“I am,” she says hastily. Because she is.Right?
“Good.” He nods. “Then it’s settled. As soon as you’re back in New York and ready to tell your parents, we can call them together. Unless you want to do it alone, of course. Just as long as we get the process going.” He lets go of her hands and keeps walking. Ginny follows, numbness seeping into her with every step.
After ten minutes, they reach the main shopping road, Bogdányi. They turn left and walk downhill. Adrian gestures to a marzipan candy shop on one side of the road. It seems as if he’s gearing up for an enthusiastic explanation of marzipan’s importance in Hungarian culture. But before he can get much headway, Ginny stops walking.

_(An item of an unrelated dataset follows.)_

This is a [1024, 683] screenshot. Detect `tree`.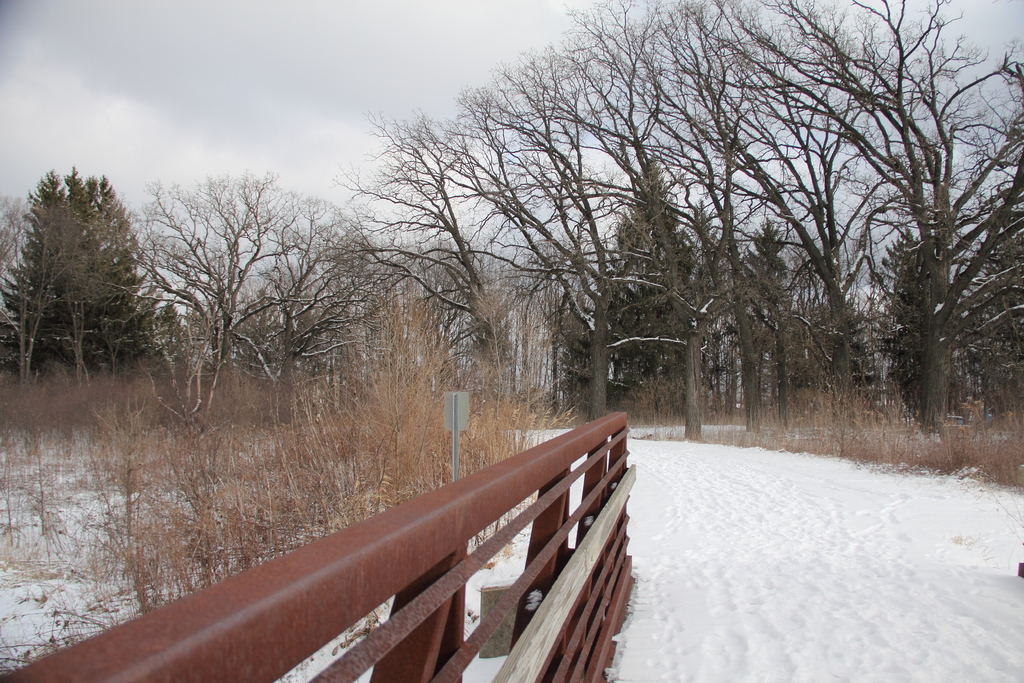
detection(18, 148, 159, 399).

For a few steps, Adrian continues on as if nothing is amiss. When he realizes she is no longer with him, he turns around, confused.

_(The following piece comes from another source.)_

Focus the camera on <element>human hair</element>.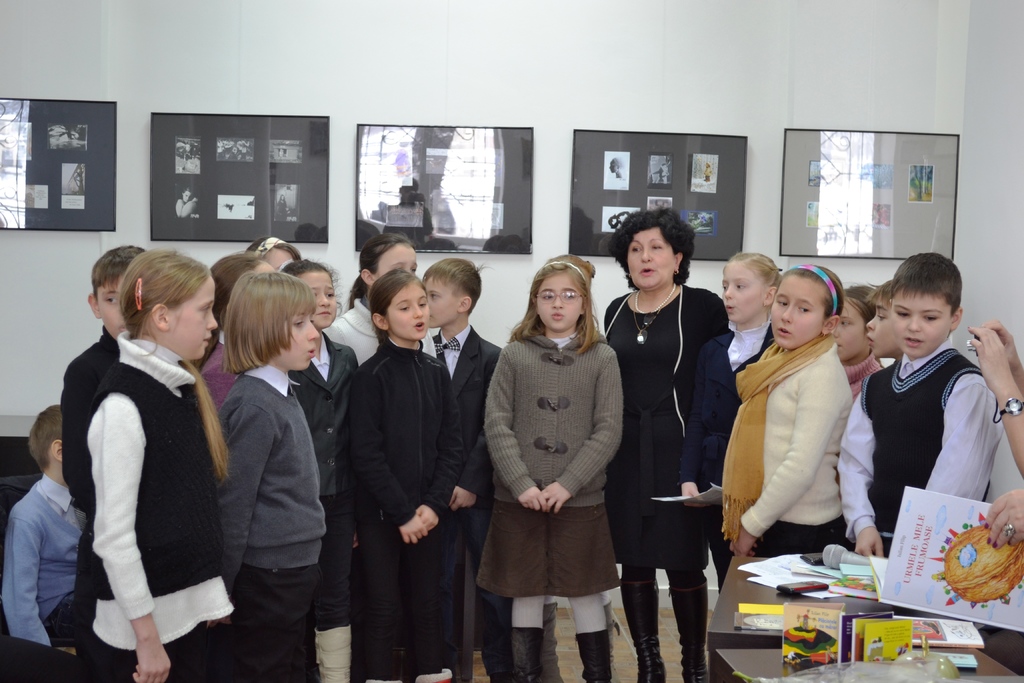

“Ginny?” he asks. “Do you want to go inside?”
She inhales once, twice, three times. Then, she blurts, “I’m sorry.”
“What?” He steps closer. “Sorry for what?”
“For—” She gestures vaguely to herself. “For all this. For having a meltdown. For ruining your trip with your friends. For forcing you to bring me to your grandparents’ house and being such a fucking imposition on them.”
“Ginny.” Adrian closes the distance between them. “You didn’t force me to do anything. I chose to bring you here.”
“But it’s my fault. If I wasn’t such a complete and utter mess, you would never have had to make that choice. I’m so—” Her voice breaks a little. “I’m so fucking selfish. I’m sorry, Adrian. I’m so sorry.”
“Ginny.” He puts his hands on her shoulders.
“I don’t—” She swallows. She can feel them coming. The tears. She doesn’t want to cry in front of him again. “I don’t want to be a burden on your family.”
“Shhh.” He pulls her into a hug. “It’s okay, Ginny.”
“I don’t—I don’t ever want to be a burden. To anyone. I hate it. I hate it so much.”
“Shhh. You aren’t a burden.”
“Yes, I am.” She hiccups. “You don’t have to lie to me, Adrian.”
“I’m not lying.”
“I’m standing here, in the middle of your hometown, sobbing my eyes out, and you’re seriously saying I’m not a burden?”
For a moment, Adrian doesn’t speak. She thinks she has trapped him, that he is finally going to push her away, revealing the annoyance underneath. Instead, after a few seconds, his shoulders start to shake.
“Are you—” She pulls back, thinking he’s crying. But when she looks up, it isn’t tears she sees; it’s laughter.
Through her own tears, she lets out a surprised laugh. “What?” she asks. “What is it?”
“If someone had told me in college,” Adrian says, shoulders still shaking as he cups a hand over his mouth, “that I would one day be holding Ginny Murphy as she cried her eyes out on the most public street in downtown Szentendre”—he wipes a fake tear from his eye—“I would have called them mental.”
She cracks a small smile. “Rightfully so.”
Adrian shakes his head. Then he takes her by both arms, leaning down to look her directly in the face. “If you can’t burden your friends with your troubles,” he says, “then who can you share them with?”
She thinks about it for a moment. Biting her lip, she whispers, “No one.”
“That’s bullshit.”
Her eyebrows must jump up to her forehead. She can’t remember Adrian ever cursing before.
“I’m serious. It’s bullshit. I mean, I get it. I’m the king of being emotionally unavailable. You know that better than anyone else.”
At that, she can’t help but laugh. “True.”
He smiles. “But Clay was right, Ginny.”